Law/Justice

Why Are More Americans Than Ever Getting Busted?

The ever-expanding police state.

By J.D. Tuccille

Reason

With the crime rate continuing its decades-long slide, why are arrests way up? The answer matters, because arrest records—and subsequent convictions—tend to cast a shadow, limiting people’s options and reducing their income for the rest of their lives. That is, if they still have lives; interactions with the police can be dangerous and even lethal, which is another reason to worry about the growing frequency with which cops slap on the cuffs.

You and your kids are a lot more likely to get busted than your grandparents ever were.

“Americans are experiencing higher rates of arrests and convictions by age 26 than did members of the generations before them,” according to a recent RAND Corporation research brief that draws from a full study published in Crime & Delinquency. “Americans ages 26–35 were 3.6 times more likely to have been arrested by 26 when compared with those who were age 66 and older.”

As a result, about 6.4 percent of Americans born before 1949 have been arrested, compared to about 23 percent of those born between 1979 and 1988.

That might be acceptable if we were talking about dangerous criminals whose arrests contributed to the decline of the violent crime rate by another 3.3 percent from 2017 to 2018 (and of the property crime rate by even more), according to the latest FBI figures. That welcome decline is in addition to the reduction of violent crime by roughly half since 1993. And some of those sorts of criminals are in the mix.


(YOUR ASSIGNMENT)
The goal here is an exact copy of the entries below, without their pictures.

»»

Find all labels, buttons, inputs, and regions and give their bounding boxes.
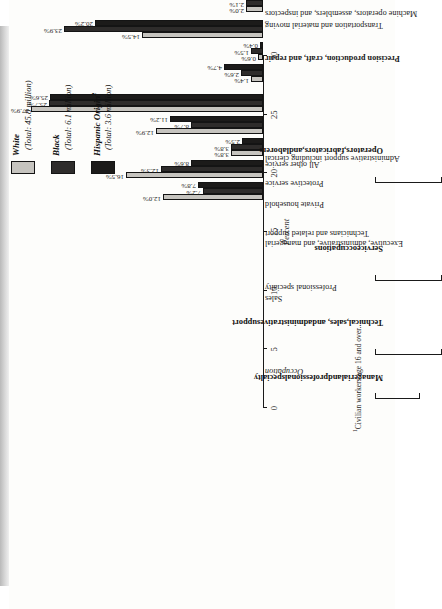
axis-tick-label: 5 [269,347,279,351]
category-label: Professional specialty [265,283,337,292]
plot-area: 12.0%7.2%7.8%16.5%12.3%8.6%3.8%3.8%2.5%1… [13,56,263,408]
category-label: Technicians and related support [265,229,369,238]
axis-tick [263,172,267,173]
category-label: All other service [265,160,320,169]
bar [251,76,263,82]
bar-value-label: 14.5% [122,33,140,41]
legend-series-name: Hispanic Origin2 [91,93,102,156]
axis-tick-label: 20 [269,169,279,178]
bar-value-label: 23.9% [44,27,62,35]
legend-series-name: Black [51,135,61,157]
group-bracket [375,275,442,281]
bar [224,64,263,70]
bar [170,116,263,122]
category-label: Protective service [265,179,323,188]
bar-value-label: 8.6% [175,161,190,169]
bar [163,194,263,200]
bar-value-label: 11.2% [150,117,168,125]
bar [64,26,263,32]
bar-value-label: 12.9% [135,129,153,137]
group-label: Operators,fabricators,andlaborers [259,146,383,155]
group-bracket [375,349,442,355]
bar-value-label: 4.7% [207,65,222,73]
bar [49,100,263,106]
axis-tick [263,114,267,115]
bar-chart: 12.0%7.2%7.8%16.5%12.3%8.6%3.8%3.8%2.5%1… [5,4,391,604]
footnote: 1Civilian workers age 16 and over. [352,327,363,432]
bar [260,42,263,48]
bar [246,6,263,12]
bar-value-label: 0.4% [243,43,258,51]
category-label: Private household [265,200,324,209]
legend-series-name: White [11,134,21,156]
bar-value-label: 12.3% [140,167,158,175]
hispanic-swatch [91,161,115,174]
axis-tick [263,348,267,349]
axis-tick-label: 25 [269,110,279,119]
bar [246,0,264,6]
legend-series-total: (Total: 45.8 million) [23,80,33,150]
black-swatch [51,161,75,174]
bar-value-label: 12.0% [143,195,161,203]
bar [241,70,263,76]
bar [191,160,263,166]
category-label: Transportation and material moving [265,21,383,30]
bar-value-label: 16.5% [105,173,123,181]
group-label: Managerialandprofessionalspecialty [254,373,383,382]
group-label: Technical,sales, andadministrativesuppor… [232,318,383,327]
group-bracket [375,177,442,183]
bar-value-label: 2.6% [225,71,240,79]
category-label: Sales [265,294,282,303]
footnote-marker: 1 [352,429,358,432]
bar [50,94,263,100]
bar-value-label: 8.7% [174,123,189,131]
group-bracket [375,393,420,399]
legend-series-total: (Total: 3.6 million) [103,85,113,150]
footnote-text: Civilian workers age 16 and over. [354,327,363,430]
axis-tick [263,407,267,408]
bar [203,188,263,194]
bar [156,128,264,134]
bar [95,20,263,26]
white-swatch [11,161,35,174]
group-label: Serviceoccupations [315,244,383,253]
bar-value-label: 2.5% [226,139,241,147]
bar [142,32,263,38]
bar-value-label: 20.2% [75,21,93,29]
legend-series-total: (Total: 6.1 million) [63,85,73,150]
category-label: Machine operators, assemblers, and inspe… [265,9,417,18]
bar [198,182,263,188]
bar-value-label: 7.8% [181,183,196,191]
category-label: Precision production, craft, and repair [265,54,400,63]
bar [242,138,263,144]
bar [191,122,264,128]
axis-tick-label: 0 [269,406,279,410]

««

(THE COMPLETED TASK)
Find all labels, buttons, inputs, and regions and give their bounding boxes.
axis-tick-label: 5 [269,347,279,351]
category-label: Professional specialty [265,283,337,292]
plot-area: 12.0%7.2%7.8%16.5%12.3%8.6%3.8%3.8%2.5%1… [13,56,263,408]
category-label: Technicians and related support [265,229,369,238]
axis-tick [263,172,267,173]
category-label: All other service [265,160,320,169]
bar [251,76,263,82]
bar-value-label: 14.5% [122,33,140,41]
legend-series-name: Hispanic Origin2 [91,93,102,156]
axis-tick-label: 20 [269,169,279,178]
bar-value-label: 23.9% [44,27,62,35]
legend-series-name: Black [51,135,61,157]
group-bracket [375,275,442,281]
bar [224,64,263,70]
bar [170,116,263,122]
category-label: Protective service [265,179,323,188]
bar-value-label: 8.6% [175,161,190,169]
bar [163,194,263,200]
bar-value-label: 11.2% [150,117,168,125]
bar [64,26,263,32]
bar-value-label: 12.9% [135,129,153,137]
group-label: Operators,fabricators,andlaborers [259,146,383,155]
group-bracket [375,349,442,355]
bar-value-label: 4.7% [207,65,222,73]
bar [49,100,263,106]
axis-tick [263,114,267,115]
bar-chart: 12.0%7.2%7.8%16.5%12.3%8.6%3.8%3.8%2.5%1… [5,4,391,604]
footnote: 1Civilian workers age 16 and over. [352,327,363,432]
bar [260,42,263,48]
bar [246,6,263,12]
bar-value-label: 0.4% [243,43,258,51]
category-label: Private household [265,200,324,209]
legend-series-name: White [11,134,21,156]
bar-value-label: 12.3% [140,167,158,175]
hispanic-swatch [91,161,115,174]
axis-tick [263,348,267,349]
axis-tick-label: 25 [269,110,279,119]
bar [246,0,264,6]
legend-series-total: (Total: 45.8 million) [23,80,33,150]
black-swatch [51,161,75,174]
bar-value-label: 12.0% [143,195,161,203]
bar [241,70,263,76]
bar [191,160,263,166]
category-label: Transportation and material moving [265,21,383,30]
bar-value-label: 16.5% [105,173,123,181]
group-label: Managerialandprofessionalspecialty [254,373,383,382]
group-label: Technical,sales, andadministrativesuppor… [232,318,383,327]
group-bracket [375,177,442,183]
bar-value-label: 2.6% [225,71,240,79]
category-label: Sales [265,294,282,303]
footnote-marker: 1 [352,429,358,432]
bar [50,94,263,100]
bar-value-label: 8.7% [174,123,189,131]
group-bracket [375,393,420,399]
legend-series-total: (Total: 3.6 million) [103,85,113,150]
footnote-text: Civilian workers age 16 and over. [354,327,363,430]
axis-tick [263,407,267,408]
bar [203,188,263,194]
bar [156,128,264,134]
bar [95,20,263,26]
white-swatch [11,161,35,174]
group-label: Serviceoccupations [315,244,383,253]
bar-value-label: 2.5% [226,139,241,147]
bar [142,32,263,38]
bar-value-label: 20.2% [75,21,93,29]
legend-series-total: (Total: 6.1 million) [63,85,73,150]
category-label: Machine operators, assemblers, and inspe… [265,9,417,18]
bar [198,182,263,188]
bar-value-label: 7.8% [181,183,196,191]
category-label: Precision production, craft, and repair [265,54,400,63]
bar [242,138,263,144]
bar [191,122,264,128]
axis-tick-label: 0 [269,406,279,410]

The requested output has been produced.